You can check out the article for the how and what for what a Universal collapse would actually mean, but practically speaking, it’s The End. Of everything.

That’s not the scary part. We already knew the Universe is going to die someday; current physics do not allow for a scenario in which the Universe survives forever, as mentioned before.

The scary part is that it could be happening right now:

“The phase transition will start somewhere in the universe and spread from there,” says Jens Frederik Colding Krog, PhD student at the Center for Cosmology and Particle Physics Phenomenology (CP3) and co-author of an article on the subject that appears in the Journal of High Energy Physics. “Maybe the collapse has already started somewhere in the universe and right now it is eating its way into the rest of the universe. Maybe a collapse is starting right now, right here. Or maybe it will start far away from here in a billion years. We do not know.”

The good news, if you want to call it that, is that if a Universal collapse is happening right now on the other side of the Universe, it would travel at the speed of light, meaning that it would take a while to reach us. On the other hand, we’d probably know about it juuuust long enough to panic and contemplate our coming demise.

So, you know, there’s that.

Actually, there is other good news; all it would take is the existence of other, currently unknown elementary particles to call the whole model of collapse into question.

Hopefully you’re out there somewhere, little particles.
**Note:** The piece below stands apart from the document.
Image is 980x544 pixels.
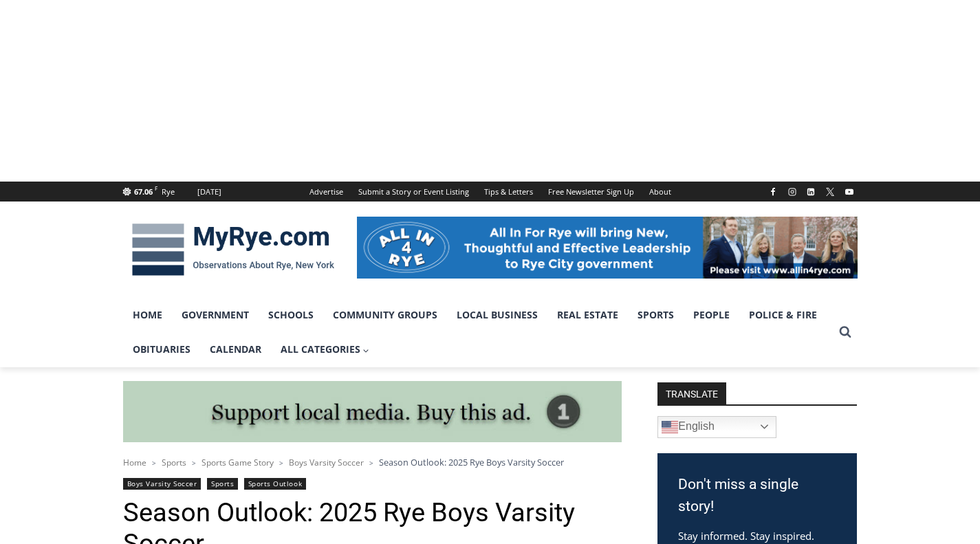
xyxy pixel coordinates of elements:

I rather like existing and would hate to see all of reality buckle in on itself. It would seem a rather ignominious end.

On Surveillance

A few months ago, I wrote the following:

If you are able to complain about the “lack of freedom of speech” in a public forum, you still have freedom of speech. You’ll know when free speech is gone, because nobody will be able to say anything about it. (Complaining about the erosion of free speech is still vital, however, as it safeguards against that erosion.)

The day I know we’ve slid into an actual authoritarian police state will be the day when I do not see numerous books on the shelf in a public library accusing the current President of destroying the countrybeing an idiot, or just being evil in general. We won’t have a news networks that are pathologically dedicated to mocking everything the government does. Those things don’t exist in a police state. You don’t get to be a talking head on a popular news network, you get to be shot in the head.

I’m trying very hard to remember the certainty I felt when I wrote those words. Because I don’t feel it now.

I’m not going to bother linking to any news stories. There are too many to choose from. The Daily Show segment was probably the most amusing, though.

I take back what I wrote. I thought about deleting the original post, because I know longer believe it to be true, but I think it’s important to oppose censorship, even and especially self-censorship. Let the old post stand as a reminder that I was wrong.

Pope Francis is Time’s Person of the Year, but in this blogger’s humble opinion, Edward Snowden should have been.